NUCLEAR PROLIFERATION AND NUCLEAR HYPOCRISY
The apparent new testing of a nuclear weapon by North Korea is certainly bad news for nuclear proliferation. But the “outrage” expressed by the US – the only nation to have actually used nuclear weapons and which is evading its obligations under the Non-Proliferation Treaty by planning an expensive “modernization” and expansion of its nuclear weapons arsenal – and by Israel, which is not a signatory to the NPT, has a nuclear arsenal estimated in the hundreds of weapons and which helped Apartheid South Africa to become a nuclear power -- reeks of hypocrisy. So does the hysteria over a non-existent Iranian nuclear weapons program. Unlike its enemies, Iran is a signatory to the Nuclear Non-Proliferation Treaty and has long advocated a nuclear-weapons-free Middle East. Meanwhile, the US is apparently not going to rule out the “first-use” of nuclear weapons. Few Americans are probably aware that nuclear “first-strike” has been the long-standing US policy – or that the old Soviet Union pledged not to be the first to use nuclear weapons as far back as 1982.

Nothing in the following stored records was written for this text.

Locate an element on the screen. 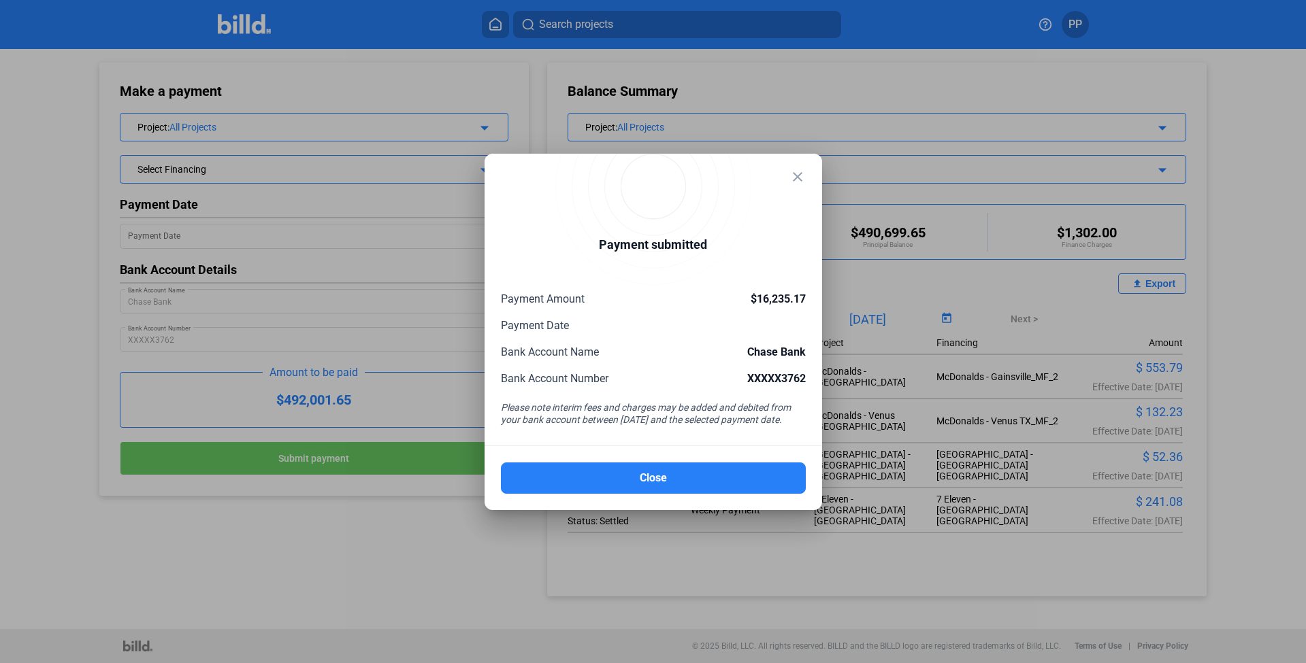 This screenshot has height=663, width=1306. mat-icon: close is located at coordinates (797, 177).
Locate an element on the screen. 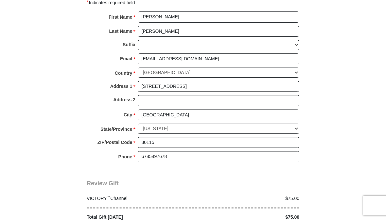  strong: Last Name is located at coordinates (121, 31).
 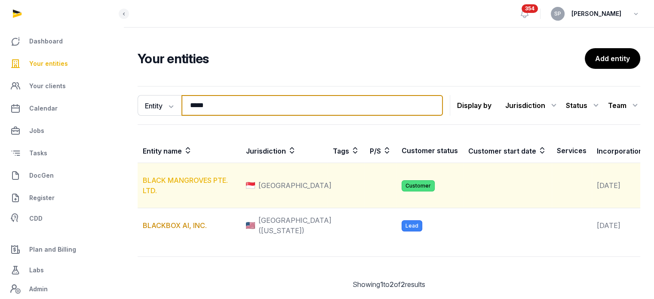 What do you see at coordinates (61, 64) in the screenshot?
I see `a: Your entities` at bounding box center [61, 64].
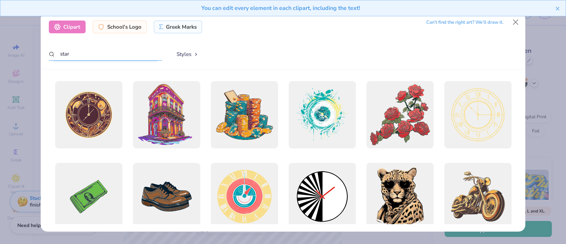  Describe the element at coordinates (67, 27) in the screenshot. I see `div: Clipart` at that location.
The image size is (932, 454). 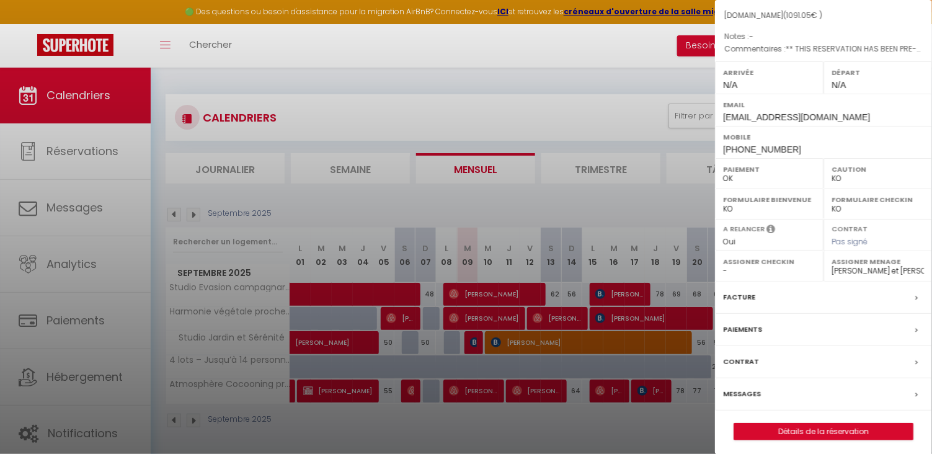 What do you see at coordinates (824, 432) in the screenshot?
I see `a: Détails de la réservation` at bounding box center [824, 432].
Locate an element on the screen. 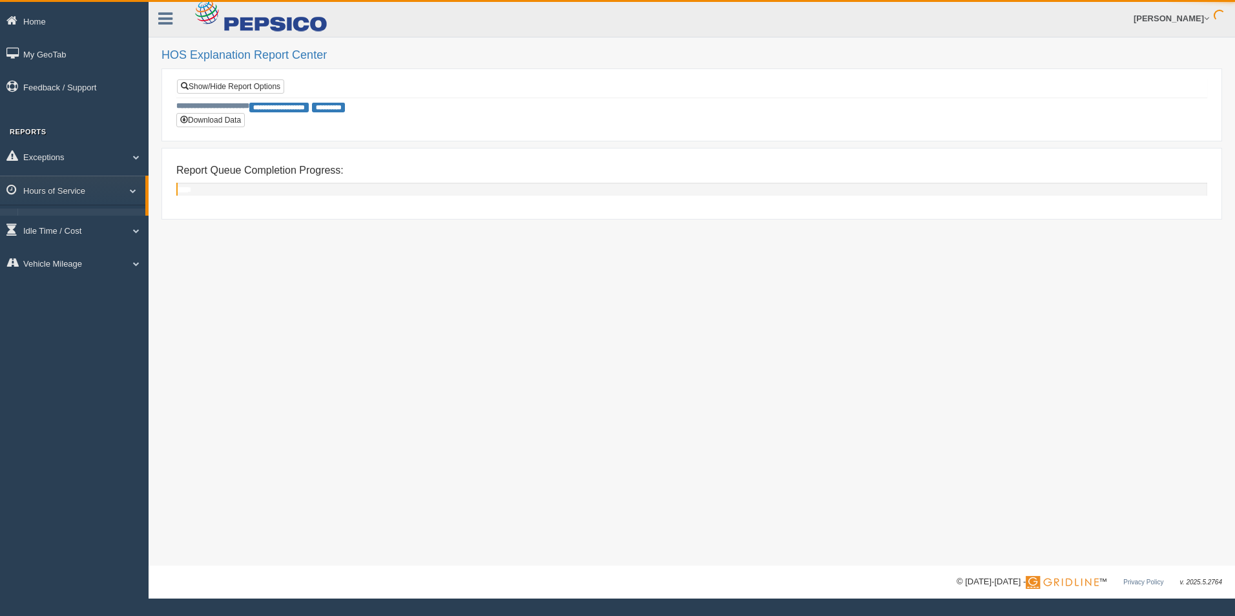 This screenshot has height=616, width=1235. a: Privacy Policy is located at coordinates (1144, 582).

Obama Flinches at Renouncing Nuke First Strike
Ever since President Truman ordered two atomic bombs dropped on Japan in 1945, the United States has reserved the right to initiate nuclear war against an overwhelming conventional, chemical or biological attack on us or our allies. But peace advocates — and more than a few senior military officers — have long warned that resorting to nuclear weapons would ignite a global holocaust, killing hundreds of millions of people… In a talk to the annual meeting of the Arms Control Association on June 6, Deputy National Security Advisor Benjamin Rhodes promised that President Obama would continue to review ways to achieve his grand vision of a nuclear-free world during his last months in office. Obama was reportedly considering a “series of executive actions” to that end, including a landmark shift to a “no first use” policy.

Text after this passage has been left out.